Common mistakes to avoid
Mistake 1: Misclassifying mixed costs. Some costs have both fixed and variable components (electricity, phone bills, salaried labor with overtime). Use your best judgment — if a cost mostly stays the same month-to-month, treat it as fixed; if it scales clearly with sales, treat it as variable. For precision, split mixed costs into their components.
Mistake 2: Using average costs instead of marginal costs. The variable cost input should be the cost of producing one more unit, not your average cost across all units. Average cost includes fixed cost allocation, which double-counts.
Mistake 3: Forgetting to update when costs change. Break-even isn't a one-time calculation. Recompute whenever rent changes, supplier prices shift, or you adjust pricing. A break-even number from 18 months ago is useless today.
Mistake 4: Treating owner's time as free. If you work in the business without pay, your labor is a real cost. Include a market-rate salary in fixed costs, or your break-even is artificially low and you'll discover the truth when you try to hire a replacement.
Mistake 5: Ignoring seasonal variation. A break-even calculated on annual averages hides the months where you bleed cash. Compute break-even for your worst month and your best month separately to understand the swing.
When to use this calculator
Use break-even analysis before launching any new product, opening any new location, or signing any major fixed-cost commitment (lease, equipment loan, key hire). It's also essential when considering price changes — both increases (which lower break-even volume) and discounts (which raise it).
For ongoing operations, review break-even quarterly. Track your margin of safety over time — if it's shrinking, you're approaching danger even if you're still profitable. Many profitable businesses fail because their margin of safety eroded slowly and one bad quarter pushed them under.
Break-even is especially powerful for pricing decisions. If you know your break-even is 1,000 units and you can realistically sell 1,200, you have a 20% margin of safety. If a competitor's pricing pressure forces you to consider a 10% price cut, you can instantly see whether your margin of safety survives.
Related metrics and alternatives
Break-even with multiple products: Use weighted average contribution margin based on sales mix. If 60% of sales are Product A (CM $20) and 40% are Product B (CM $15), weighted CM = (0.6 x $20) + (0.4 x $15) = $18. Divide fixed costs by $18.
Target profit analysis: Add target profit to fixed costs in the numerator. Break-even for $10,000 monthly profit = ($8,000 + $10,000) / CM per unit.

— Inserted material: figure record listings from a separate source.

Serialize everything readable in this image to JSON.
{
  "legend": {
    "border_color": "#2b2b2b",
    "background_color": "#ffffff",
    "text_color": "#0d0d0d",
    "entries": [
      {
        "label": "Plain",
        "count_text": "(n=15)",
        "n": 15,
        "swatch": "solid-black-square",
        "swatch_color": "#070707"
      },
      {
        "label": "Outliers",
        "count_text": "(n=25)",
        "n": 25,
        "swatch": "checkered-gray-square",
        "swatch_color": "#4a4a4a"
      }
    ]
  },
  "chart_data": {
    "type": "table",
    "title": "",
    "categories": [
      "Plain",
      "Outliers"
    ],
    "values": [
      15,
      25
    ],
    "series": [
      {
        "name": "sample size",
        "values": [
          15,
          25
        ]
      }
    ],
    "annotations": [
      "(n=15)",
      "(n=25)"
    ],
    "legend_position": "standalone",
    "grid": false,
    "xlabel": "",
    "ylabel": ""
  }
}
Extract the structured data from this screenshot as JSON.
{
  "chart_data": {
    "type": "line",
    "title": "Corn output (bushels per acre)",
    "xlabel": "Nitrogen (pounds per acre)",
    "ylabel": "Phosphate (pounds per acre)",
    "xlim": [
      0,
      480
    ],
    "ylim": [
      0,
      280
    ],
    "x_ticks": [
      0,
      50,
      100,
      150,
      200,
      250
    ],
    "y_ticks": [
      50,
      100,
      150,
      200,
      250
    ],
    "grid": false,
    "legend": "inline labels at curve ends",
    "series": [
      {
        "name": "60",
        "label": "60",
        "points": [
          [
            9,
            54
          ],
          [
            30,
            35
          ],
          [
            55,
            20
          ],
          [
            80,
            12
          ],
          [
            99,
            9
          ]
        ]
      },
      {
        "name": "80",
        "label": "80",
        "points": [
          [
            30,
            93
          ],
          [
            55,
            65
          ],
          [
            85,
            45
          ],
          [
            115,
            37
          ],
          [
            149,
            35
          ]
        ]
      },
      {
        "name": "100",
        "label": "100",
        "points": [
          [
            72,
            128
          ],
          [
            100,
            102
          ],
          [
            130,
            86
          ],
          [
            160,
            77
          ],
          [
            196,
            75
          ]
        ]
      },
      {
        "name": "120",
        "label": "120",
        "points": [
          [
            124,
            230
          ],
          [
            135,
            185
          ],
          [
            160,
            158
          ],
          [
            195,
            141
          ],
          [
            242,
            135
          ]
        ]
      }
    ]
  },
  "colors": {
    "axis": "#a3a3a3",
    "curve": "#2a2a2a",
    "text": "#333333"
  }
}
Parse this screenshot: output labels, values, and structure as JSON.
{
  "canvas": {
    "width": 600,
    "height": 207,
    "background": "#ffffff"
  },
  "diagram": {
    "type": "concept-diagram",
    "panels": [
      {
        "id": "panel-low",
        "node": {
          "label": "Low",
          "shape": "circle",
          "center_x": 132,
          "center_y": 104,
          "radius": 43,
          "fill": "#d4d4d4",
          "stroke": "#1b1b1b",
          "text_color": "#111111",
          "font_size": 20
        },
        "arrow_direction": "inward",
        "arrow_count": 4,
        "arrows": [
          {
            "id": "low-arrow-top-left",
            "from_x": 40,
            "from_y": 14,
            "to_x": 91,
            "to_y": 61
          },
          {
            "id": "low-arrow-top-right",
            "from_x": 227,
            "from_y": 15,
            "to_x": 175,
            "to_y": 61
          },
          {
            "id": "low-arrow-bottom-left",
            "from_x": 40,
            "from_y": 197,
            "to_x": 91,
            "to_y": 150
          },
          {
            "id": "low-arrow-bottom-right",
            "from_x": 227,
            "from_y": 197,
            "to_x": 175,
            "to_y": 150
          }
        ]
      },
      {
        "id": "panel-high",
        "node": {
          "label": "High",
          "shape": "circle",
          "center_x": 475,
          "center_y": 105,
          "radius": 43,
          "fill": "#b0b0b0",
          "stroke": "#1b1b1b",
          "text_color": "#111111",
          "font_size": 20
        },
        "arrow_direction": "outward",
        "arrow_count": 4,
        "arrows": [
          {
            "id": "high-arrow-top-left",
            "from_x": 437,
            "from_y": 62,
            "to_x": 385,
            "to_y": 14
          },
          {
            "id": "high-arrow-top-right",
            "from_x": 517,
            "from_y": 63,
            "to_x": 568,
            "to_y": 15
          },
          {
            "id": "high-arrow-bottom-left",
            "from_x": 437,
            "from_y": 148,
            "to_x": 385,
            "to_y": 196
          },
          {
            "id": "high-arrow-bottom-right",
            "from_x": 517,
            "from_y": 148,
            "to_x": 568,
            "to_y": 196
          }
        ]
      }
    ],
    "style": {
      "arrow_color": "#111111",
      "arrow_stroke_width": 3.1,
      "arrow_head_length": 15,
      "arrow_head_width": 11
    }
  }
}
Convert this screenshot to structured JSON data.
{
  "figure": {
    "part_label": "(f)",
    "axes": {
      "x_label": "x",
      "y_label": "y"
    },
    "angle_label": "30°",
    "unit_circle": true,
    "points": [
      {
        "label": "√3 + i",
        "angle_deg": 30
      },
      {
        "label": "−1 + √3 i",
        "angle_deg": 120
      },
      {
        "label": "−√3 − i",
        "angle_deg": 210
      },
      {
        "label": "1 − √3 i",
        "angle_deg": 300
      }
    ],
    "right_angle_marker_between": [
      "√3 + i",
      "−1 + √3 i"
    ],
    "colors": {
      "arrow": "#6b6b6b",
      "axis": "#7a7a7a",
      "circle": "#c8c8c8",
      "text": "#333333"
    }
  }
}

Margin of safety analysis: Expresses how far actual sales are above break-even, as a percentage. Higher is safer.
Operating leverage: Measures how sensitive profit is to volume changes. High-fixed-cost businesses have high operating leverage — small volume swings cause large profit swings.
How to interpret the results
Break-even units close to your current sales: You're operating near the edge. Either grow sales, raise prices, or cut costs to widen the gap. A small downturn could push you into losses.
Break-even units far below your current sales: Healthy margin of safety. You can absorb sales drops, experiment with pricing, or invest in growth without risking survival.
Break-even units exceed your production capacity: The business model doesn't work as designed. You need to raise prices, cut costs, or rethink the product. Continuing at current pricing guarantees losses.
Break-even revenue > market size: The market can't support your cost structure. Either find a larger market, reduce costs dramatically, or pivot to a different model.
Contribution margin < 20%: Thin margins amplify the impact of fixed costs. A small price cut or cost increase dramatically raises break-even. Consider whether the business model can sustain higher prices or lower variable costs.